Wednesday, July 26, 2023

Stromboli


STROMBOLI   ***

Roberto Rossellini
1950
























IDEA:  Denied a visa to immigrate to Argentina after WWII, an Eastern European woman marries an Italian fisherman in order to be released from an internment camp. She travels with him to his home on the volcanic island Stromboli, where she feels immediately out of place.

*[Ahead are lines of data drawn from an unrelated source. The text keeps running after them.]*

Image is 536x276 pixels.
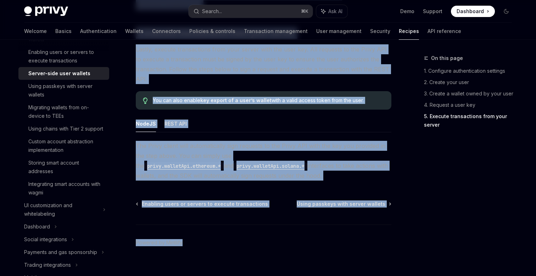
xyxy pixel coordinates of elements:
a: privy.walletApi.solana.* [233,162,307,169]
a: Migrating wallets from on-device to TEEs [18,101,109,122]
button: REST API [164,115,187,132]
span: Using passkeys with server wallets [297,200,385,207]
button: Toggle dark mode [500,6,512,17]
div: Using chains with Tier 2 support [28,124,103,133]
a: 2. Create your user [424,77,517,88]
button: Search...⌘K [188,5,312,18]
a: Demo [400,8,414,15]
span: ⌘ K [301,9,308,14]
span: Dashboard [456,8,484,15]
a: Enabling users or servers to execute transactions [136,200,268,207]
a: User management [316,23,361,40]
div: Social integrations [24,235,67,243]
a: Welcome [24,23,47,40]
a: privy.walletApi.ethereum.* [144,162,224,169]
span: On this page [431,54,463,62]
a: Policies & controls [189,23,235,40]
a: Support [423,8,442,15]
div: Migrating wallets from on-device to TEEs [28,103,105,120]
a: Using chains with Tier 2 support [18,122,109,135]
a: Connectors [152,23,181,40]
a: Authentication [80,23,117,40]
div: Server-side user wallets [28,69,90,78]
a: Server-side user wallets [18,67,109,80]
a: Security [370,23,390,40]
div: Dashboard [24,222,50,231]
div: Storing smart account addresses [28,158,105,175]
a: 1. Configure authentication settings [424,65,517,77]
a: Recipes [399,23,419,40]
div: Trading integrations [24,260,71,269]
a: Custom account abstraction implementation [18,135,109,156]
a: 3. Create a wallet owned by your user [424,88,517,99]
a: 4. Request a user key [424,99,517,111]
a: Using passkeys with server wallets [18,80,109,101]
a: Enabling users or servers to execute transactions [18,46,109,67]
a: API reference [427,23,461,40]
div: Enabling users or servers to execute transactions [28,48,105,65]
button: NodeJS [136,115,156,132]
a: Wallets [125,23,143,40]
div: Payments and gas sponsorship [24,248,97,256]
button: Ask AI [316,5,347,18]
code: privy.walletApi.solana.* [233,162,307,170]
a: Basics [55,23,72,40]
span: Lastly, execute transactions from your server with the user key. All requests to the Privy API to... [136,44,391,84]
span: You can also enable with a valid access token from the user. [153,97,384,104]
a: Integrating smart accounts with wagmi [18,177,109,199]
a: Powered by Mintlify [136,239,182,246]
code: privy.walletApi.ethereum.* [144,162,224,170]
a: 5. Execute transactions from your server [424,111,517,130]
span: The Privy client will automatically sign requests to the Privy API with the key you provided in t... [136,141,391,180]
span: Ask AI [328,8,342,15]
a: Dashboard [451,6,495,17]
a: Transaction management [244,23,307,40]
a: Using passkeys with server wallets [297,200,390,207]
a: key export of a user’s wallet [200,97,271,103]
div: Integrating smart accounts with wagmi [28,180,105,197]
div: Custom account abstraction implementation [28,137,105,154]
div: Search... [202,7,222,16]
div: Using passkeys with server wallets [28,82,105,99]
span: Enabling users or servers to execute transactions [142,200,268,207]
img: dark logo [24,6,68,16]
div: UI customization and whitelabeling [24,201,98,218]
svg: Tip [143,97,148,104]
a: Storing smart account addresses [18,156,109,177]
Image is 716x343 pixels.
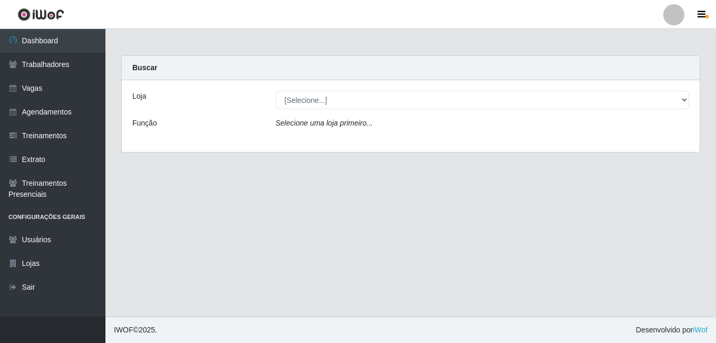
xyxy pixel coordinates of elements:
[132,118,157,129] label: Função
[132,63,157,72] strong: Buscar
[693,325,707,334] a: iWof
[132,91,146,102] label: Loja
[276,119,373,127] i: Selecione uma loja primeiro...
[114,325,133,334] span: IWOF
[17,8,64,21] img: CoreUI Logo
[636,324,707,335] span: Desenvolvido por
[114,324,157,335] span: © 2025 .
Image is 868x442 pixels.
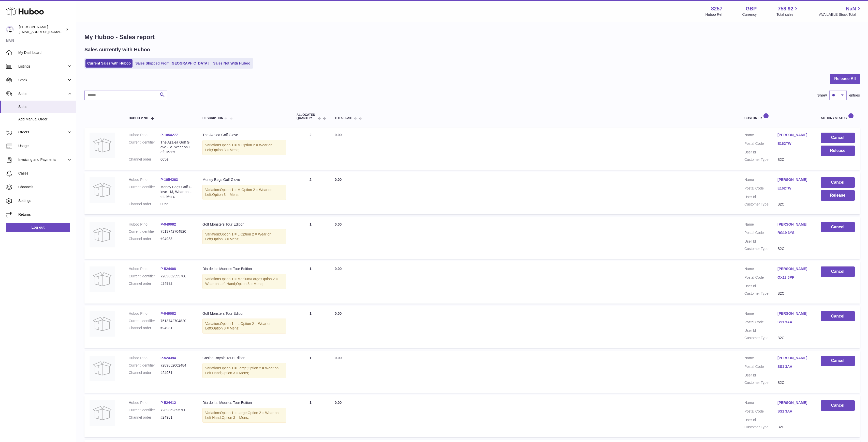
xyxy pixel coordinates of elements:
[161,356,176,360] a: P-524394
[745,328,777,333] dt: User Id
[129,185,161,199] dt: Current identifier
[220,366,248,370] span: Option 1 = Large;
[220,143,241,147] span: Option 1 = M;
[161,222,176,226] a: P-949082
[292,262,330,304] td: 1
[18,117,72,122] span: Add Manual Order
[745,157,777,162] dt: Customer Type
[745,150,777,155] dt: User Id
[745,335,777,341] dt: Customer Type
[777,141,811,146] a: E162TW
[85,59,133,68] a: Current Sales with Huboo
[777,401,811,405] a: [PERSON_NAME]
[777,335,811,341] dd: B2C
[777,5,799,17] a: 758.92 Total sales
[778,5,793,12] span: 758.92
[161,274,193,279] dd: 7289852395700
[334,267,342,271] span: 0.00
[777,276,811,280] a: OX13 6PF
[161,202,193,206] dd: 005e
[777,409,811,414] a: SS1 3AA
[745,202,777,207] dt: Customer Type
[220,277,261,281] span: Option 1 = Medium/Large;
[18,105,72,109] span: Sales
[711,5,723,12] strong: 8257
[846,5,856,12] span: NaN
[211,59,252,68] a: Sales Not With Huboo
[18,171,72,176] span: Cases
[129,282,161,286] dt: Channel order
[334,133,342,137] span: 0.00
[777,202,811,207] dd: B2C
[821,146,855,156] button: Release
[89,401,115,426] img: no-photo.jpg
[745,194,777,200] dt: User Id
[129,319,161,324] dt: Current identifier
[745,381,777,385] dt: Customer Type
[745,365,777,371] dt: Postal Code
[161,185,193,199] dd: Money Bags Golf Glove - M, Wear on Left, Mens
[129,363,161,368] dt: Current identifier
[745,276,777,282] dt: Postal Code
[203,132,286,138] div: The Azalea Golf Glove
[18,64,67,69] span: Listings
[292,217,330,259] td: 1
[161,319,193,324] dd: 7513742704820
[161,312,176,316] a: P-949082
[821,113,855,120] div: Action / Status
[18,51,72,55] span: My Dashboard
[819,12,862,17] span: AVAILABLE Stock Total
[777,157,811,162] dd: B2C
[89,312,115,337] img: no-photo.jpg
[745,356,777,362] dt: Name
[129,267,161,272] dt: Huboo P no
[89,222,115,248] img: no-photo.jpg
[334,116,352,120] span: Total paid
[745,141,777,147] dt: Postal Code
[777,365,811,369] a: SS1 3AA
[89,178,115,203] img: no-photo.jpg
[777,356,811,361] a: [PERSON_NAME]
[161,326,193,331] dd: #24981
[334,178,342,182] span: 0.00
[161,371,193,375] dd: #24981
[220,188,241,192] span: Option 1 = M;
[236,282,263,286] span: Option 3 = Mens;
[129,326,161,331] dt: Channel order
[203,267,286,272] div: Dia de los Muertos Tour Edition
[821,178,855,188] button: Cancel
[745,239,777,244] dt: User Id
[821,312,855,322] button: Cancel
[161,363,193,368] dd: 7289852002484
[129,371,161,375] dt: Channel order
[777,381,811,385] dd: B2C
[129,408,161,413] dt: Current identifier
[220,232,240,236] span: Option 1 = L;
[819,5,862,17] a: NaN AVAILABLE Stock Total
[203,401,286,405] div: Dia de los Muertos Tour Edition
[205,188,272,197] span: Option 2 = Wear on Left;
[203,229,286,244] div: Variation:
[292,306,330,348] td: 1
[18,91,67,97] span: Sales
[222,416,249,420] span: Option 3 = Mens;
[745,418,777,423] dt: User Id
[161,267,176,271] a: P-524408
[129,415,161,420] dt: Channel order
[89,356,115,381] img: no-photo.jpg
[203,178,286,182] div: Money Bags Golf Glove
[203,222,286,227] div: Golf Monsters Tour Edition
[746,5,757,12] strong: GBP
[19,30,75,34] span: [EMAIL_ADDRESS][DOMAIN_NAME]
[129,401,161,405] dt: Huboo P no
[18,157,67,162] span: Invoicing and Payments
[161,408,193,413] dd: 7289852395700
[161,401,176,405] a: P-524412
[18,185,72,190] span: Channels
[292,351,330,393] td: 1
[18,212,72,217] span: Returns
[821,267,855,277] button: Cancel
[161,133,178,137] a: P-1054277
[203,274,286,290] div: Variation:
[777,425,811,430] dd: B2C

BLURB:  Stromboli centers on a simple but forceful allegory for the societal subjugation of a woman: being trapped on a remote volcanic island with an abusive husband, her every action judged with hostility and skepticism by the provincial villagers. Rossellini makes her alterity on this island palpably felt in his casting of Ingrid Bergman in the role. The Hollywood star’s tall, glamorous, cosmopolitan appearance is an incongruity Rossellini plays up within his signature neorealist framework; whether wandering through crumbling, maze-like pathways, witnessing the ritual communal netting of massive tuna, or staggering up a volcano, Bergman clashes productively with her environment, underscoring her character Karin’s geopolitical dislocation and spiritual isolation. While the topography serves as an outward manifestation of her psyche, Karin’s crisis remains mostly internal, and Bergman is tasked with conveying the character’s profound anguish and desperation in long, often wordless scenes in which melodrama comes to the forefront. The actress is a pro, but Rossellini sometimes doesn’t give her enough variation to play, the thinness of his story and characterizations forcing the scenery and milieu to do too much of the heavy-lifting. Rossellini achieves his greatest effect in time for the denouement, when Bergman’s star persona and the physical reality of Stromboli both reach their limits, facilitating a spiritual breakthrough for Karin that’s at once a reassertion and a question of faith.